February 21, 2007

Iran Balks At The End

Iranian negotiators refused to consider the necessary step of suspending their uranium enrichment program, and so the efforts to avoid a negative IAEA report to the UN Security Council have failed. The UNSC will need to decide whether the global community can retain its uncertain unity long enough to escalate the sanctions against Iran:

Iran will today be declared in violation of a UN resolution calling for a halt to its enrichment of uranium, after last-minute negotiations in Vienna failed to reach a compromise in the nuclear stand-off.

Ari Larijani, Iran's chief nuclear negotiator, emerged from talks with Mohamed ElBaradei, the director general of the International Atomic Energy Agency (IAEA), insisting that Iran had a right to pursue a peaceful nuclear programme and warning against any use of force to stop it. ...

The gathering crisis over Iran's nuclear programme, however, will become more intense today with the expected publication of an IAEA report stating that Iran has not complied with UN demands to stop uranium enrichment. Nor has it met the nuclear agency's own demands for greater transparency about its nuclear programme.

IAEA officials said the report was due to be delivered to the UN security council at the same time as the agency's board, but added there was a small possibility its publication could be delayed until tomorrow.

The report is likely to trigger a new security council debate over tightening sanctions on Iran and intensify the debate within the Bush administration over whether to take military action aimed at slowing down Iran's nuclear programme.

That's putting it lightly. Vladimir Putin has given every indication that he will take the opportunity to allow Iran off the hook, unless he still finds Teheran in arrears for the money owed on the Bushehr facility. China, which has helped build a template of what it and Russia wants for agreements in North Korea -- which is to say nothing too useful -- will probably balk as well.

That leaves the US and Britain to go it alone, perhaps even among their Western allies. The Europeans have had nothing but lukewarm support for efforts against Iran, perferring to use public condemnations as a sole defense against Iranian nuclear armament. Eastern Europe has agreed to host portions of a missile shield against the Iranian threat, but for the most part the EU has already begun calculating a nuclear Iran into its worldview.

Not so the Anglosphere. Both the US and the UK have sent more naval assets to the Persian Gulf to put pressure on Teheran to comply with the UNSC resolution. The rest of Europe will probably agree to added sanctions, although they may not stick around long if Russia and China balk. If the US makes clear that sanctions will be the only course of action that will preclude targeted US strikes on Iranian nuclear-development sites -- still a bad idea in my opinion, but rapidly becoming the only option left -- then they may pursue sanctions with more gusto.

The Iranians could still agree to Mohammed ElBaradei's "time-out" scenario. That would allow them to declare a temporary suspension in order to restart talks on the overall program, but that would likely be best used as a dodge for more covert work. It would put the US and UK in a bind for weeks and could prompt a postponement from the UNSC, which would play into Iranian hands. Are the mullahs that smart? Sor, it appears not, although it also appears unnecessary.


PROBLEM DESCRIPTION
With the pictures left out, print exactly the lines below that run from the one containing "Locate an element on the screen. This" through the one containing "You are a GUI".

%%

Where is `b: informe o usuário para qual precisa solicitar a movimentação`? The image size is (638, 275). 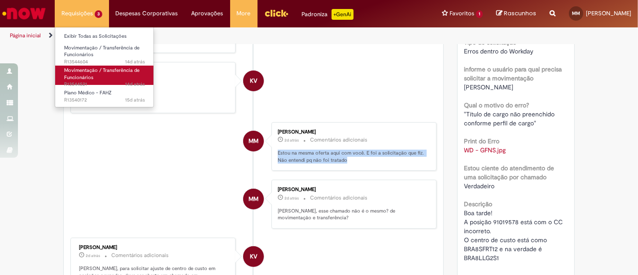 b: informe o usuário para qual precisa solicitar a movimentação is located at coordinates (513, 74).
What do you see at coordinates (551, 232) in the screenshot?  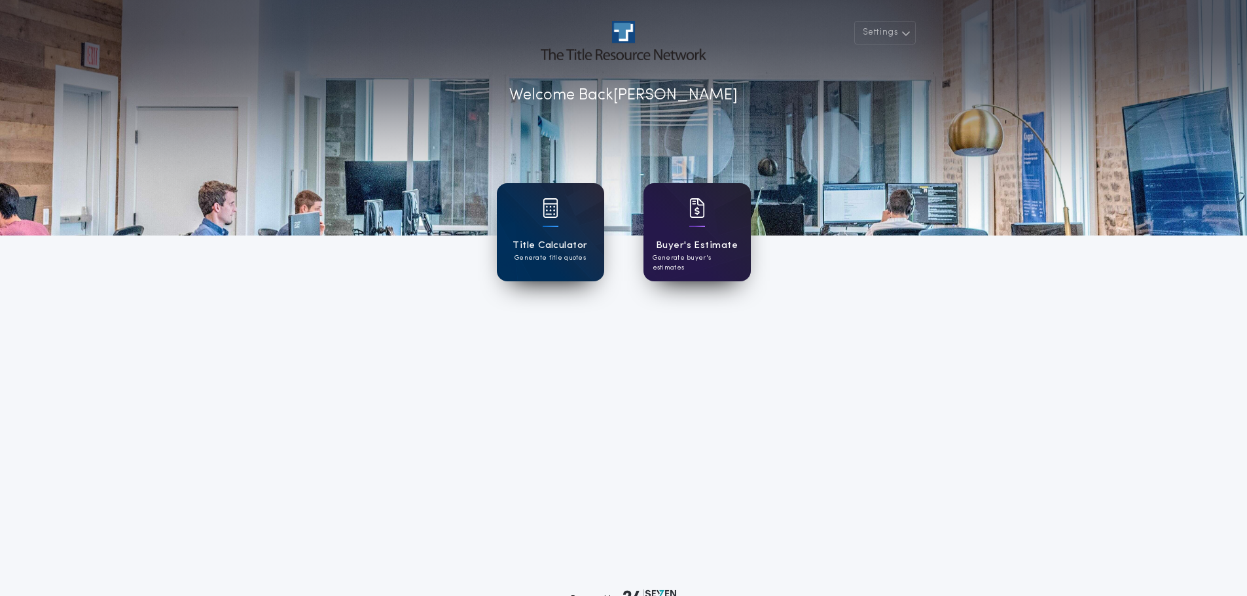 I see `a: card iconTitle CalculatorGenerate title quotes` at bounding box center [551, 232].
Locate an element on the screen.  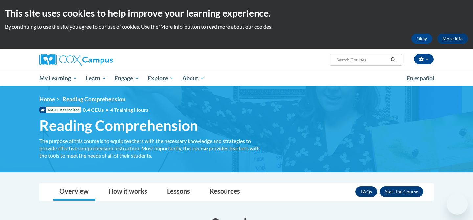
img: Cox Campus is located at coordinates (76, 60).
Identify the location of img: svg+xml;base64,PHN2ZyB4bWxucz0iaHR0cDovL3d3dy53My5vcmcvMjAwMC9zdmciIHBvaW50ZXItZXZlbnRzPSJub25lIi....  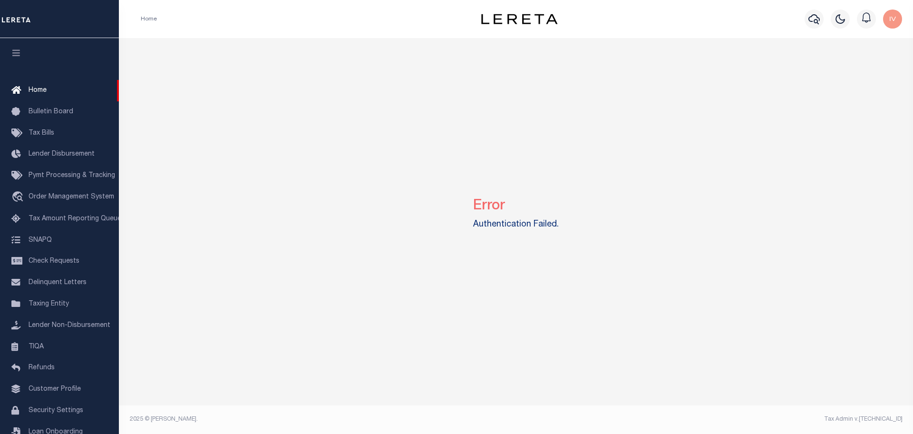
(892, 19).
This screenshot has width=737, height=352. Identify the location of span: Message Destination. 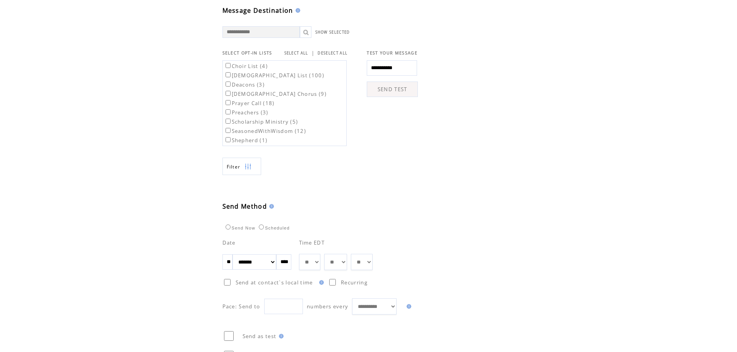
(258, 10).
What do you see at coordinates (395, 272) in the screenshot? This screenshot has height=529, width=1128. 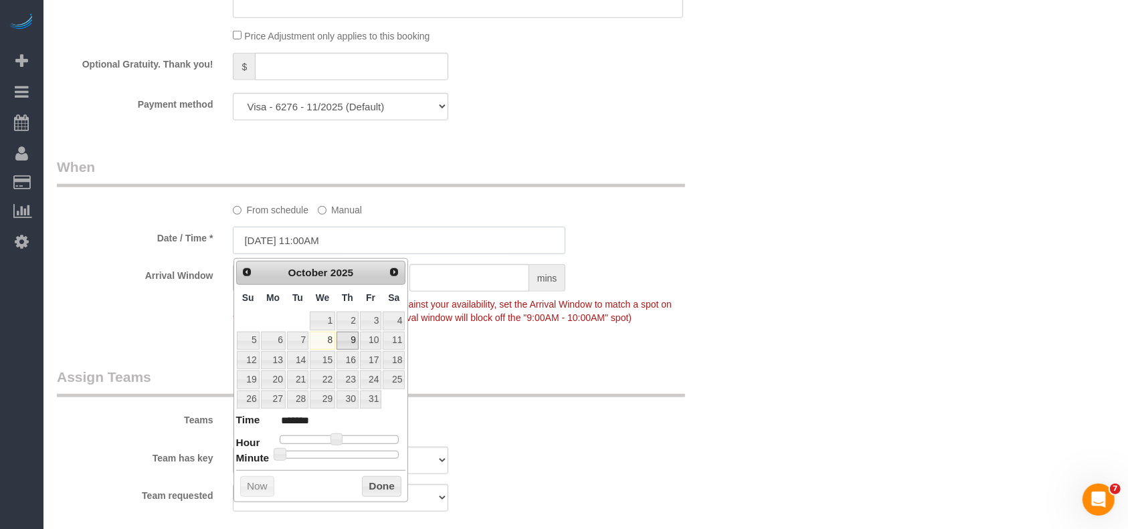 I see `a: Next` at bounding box center [395, 272].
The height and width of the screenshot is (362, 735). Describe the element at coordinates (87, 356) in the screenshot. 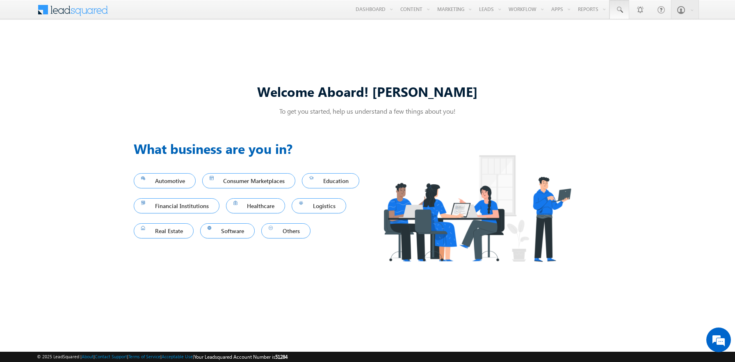

I see `a: About` at that location.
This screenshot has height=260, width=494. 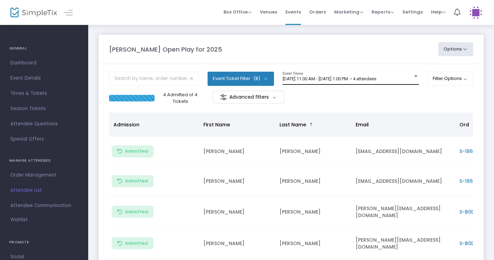 I want to click on span: Reports, so click(x=383, y=12).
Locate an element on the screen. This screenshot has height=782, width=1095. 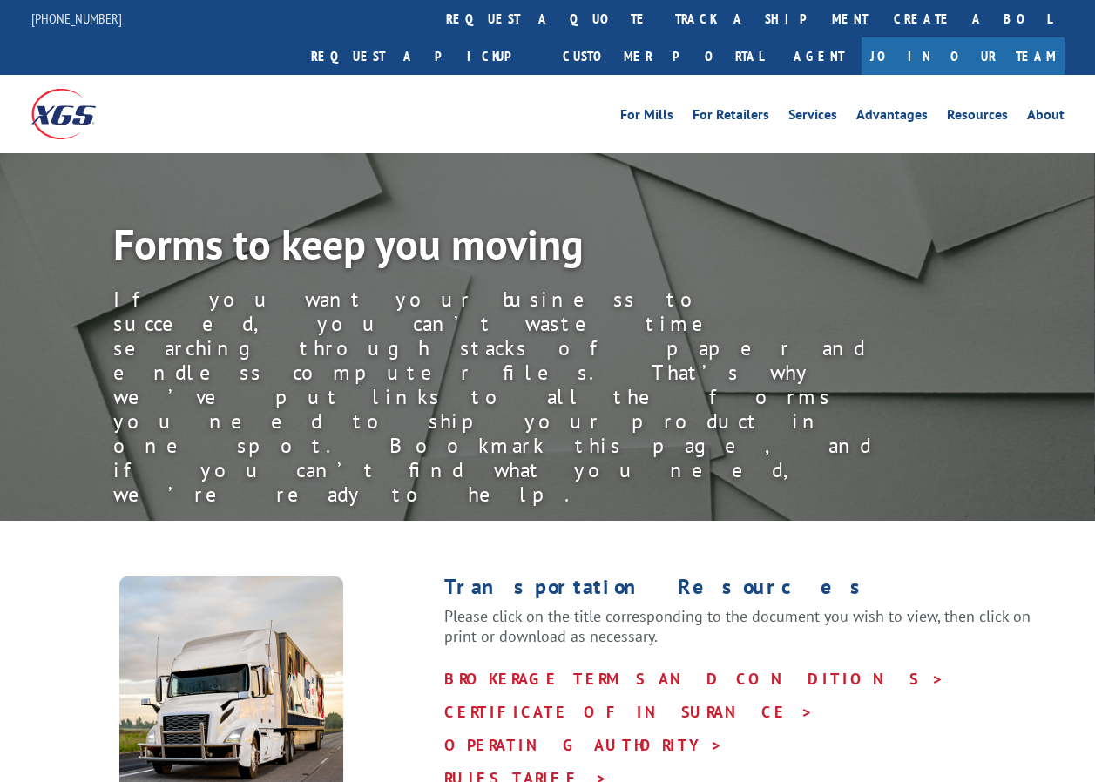
a: Advantages is located at coordinates (892, 118).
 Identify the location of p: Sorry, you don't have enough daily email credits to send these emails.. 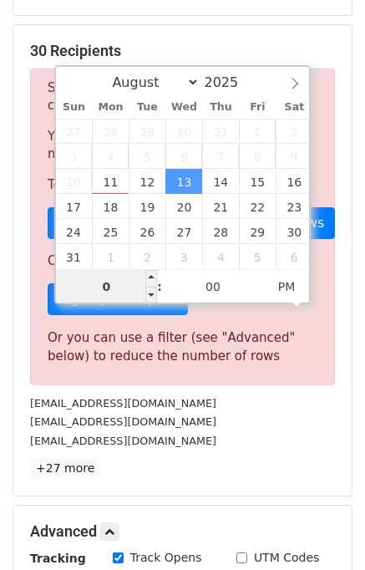
(182, 97).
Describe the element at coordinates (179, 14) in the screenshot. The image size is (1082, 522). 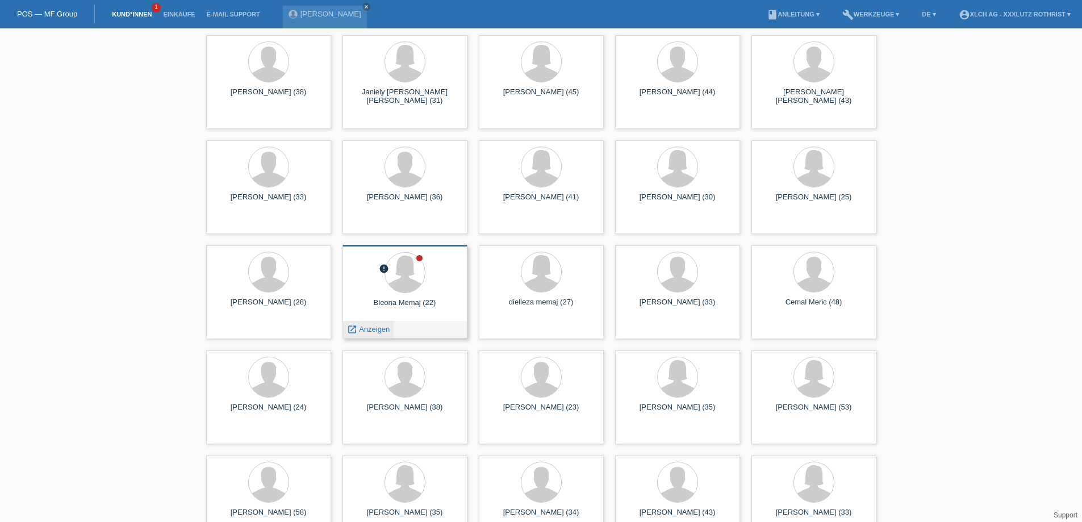
I see `a: Einkäufe` at that location.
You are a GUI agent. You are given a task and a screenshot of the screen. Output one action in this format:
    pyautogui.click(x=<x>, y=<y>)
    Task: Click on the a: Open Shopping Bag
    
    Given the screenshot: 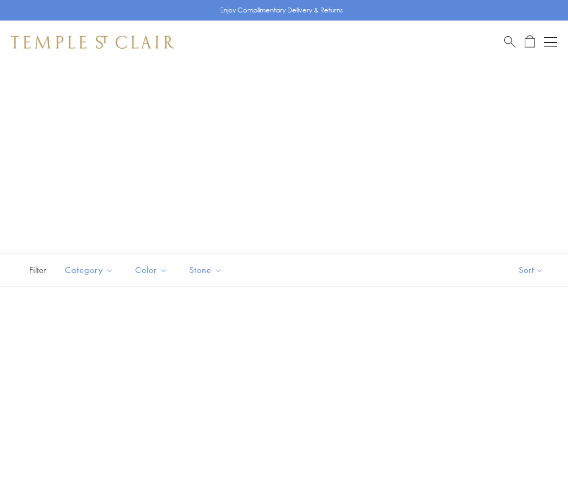 What is the action you would take?
    pyautogui.click(x=530, y=42)
    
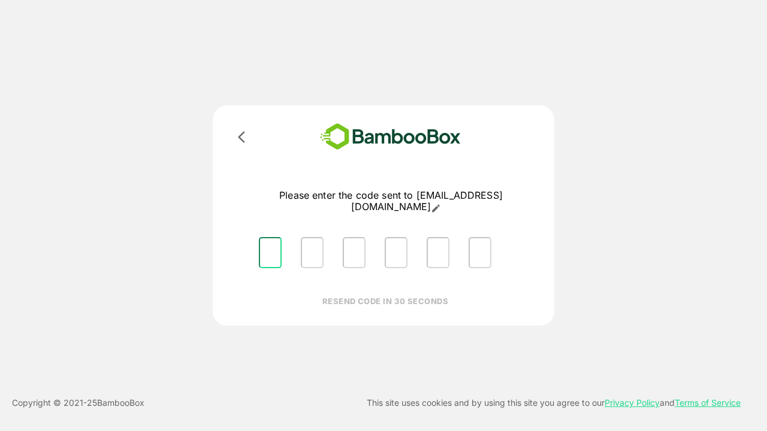 This screenshot has width=767, height=431. What do you see at coordinates (390, 137) in the screenshot?
I see `img: bamboobox` at bounding box center [390, 137].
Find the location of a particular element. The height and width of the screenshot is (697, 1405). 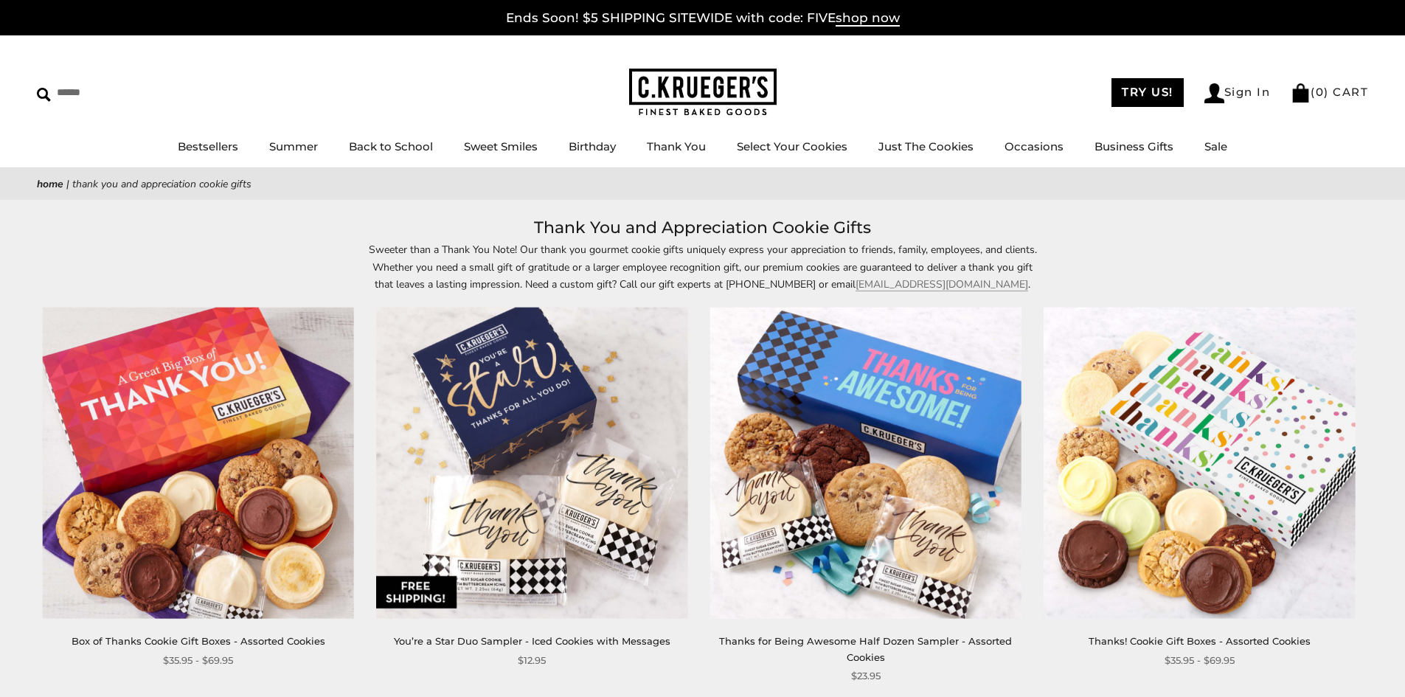

span: $23.95 is located at coordinates (866, 676).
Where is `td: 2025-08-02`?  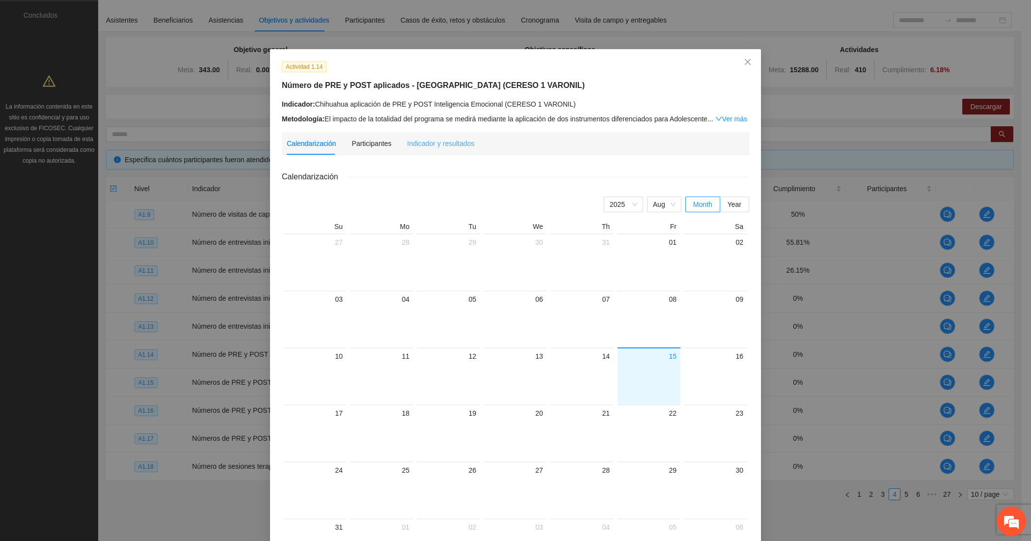 td: 2025-08-02 is located at coordinates (716, 262).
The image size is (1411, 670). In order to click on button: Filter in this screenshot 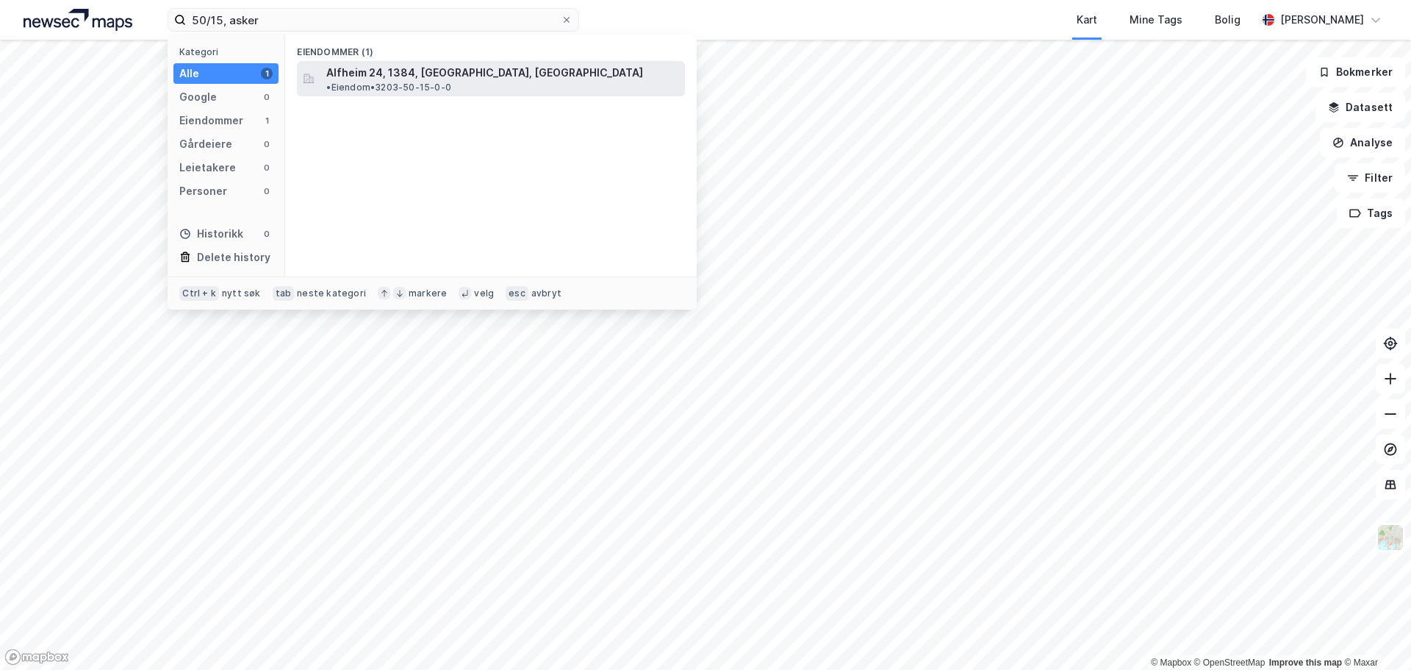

%%

WRITTEN ANSWER
Locate an element on the screen. This screenshot has height=782, width=1095. 
a: Advantages is located at coordinates (892, 118).
 Identify the location of p: Sorry, you don't have enough daily email credits to send these emails.. 
(182, 97).
Describe the element at coordinates (179, 14) in the screenshot. The image size is (1082, 522). 
I see `a: Einkäufe` at that location.
You are a GUI agent. You are given a task and a screenshot of the screen. Output one action in this format:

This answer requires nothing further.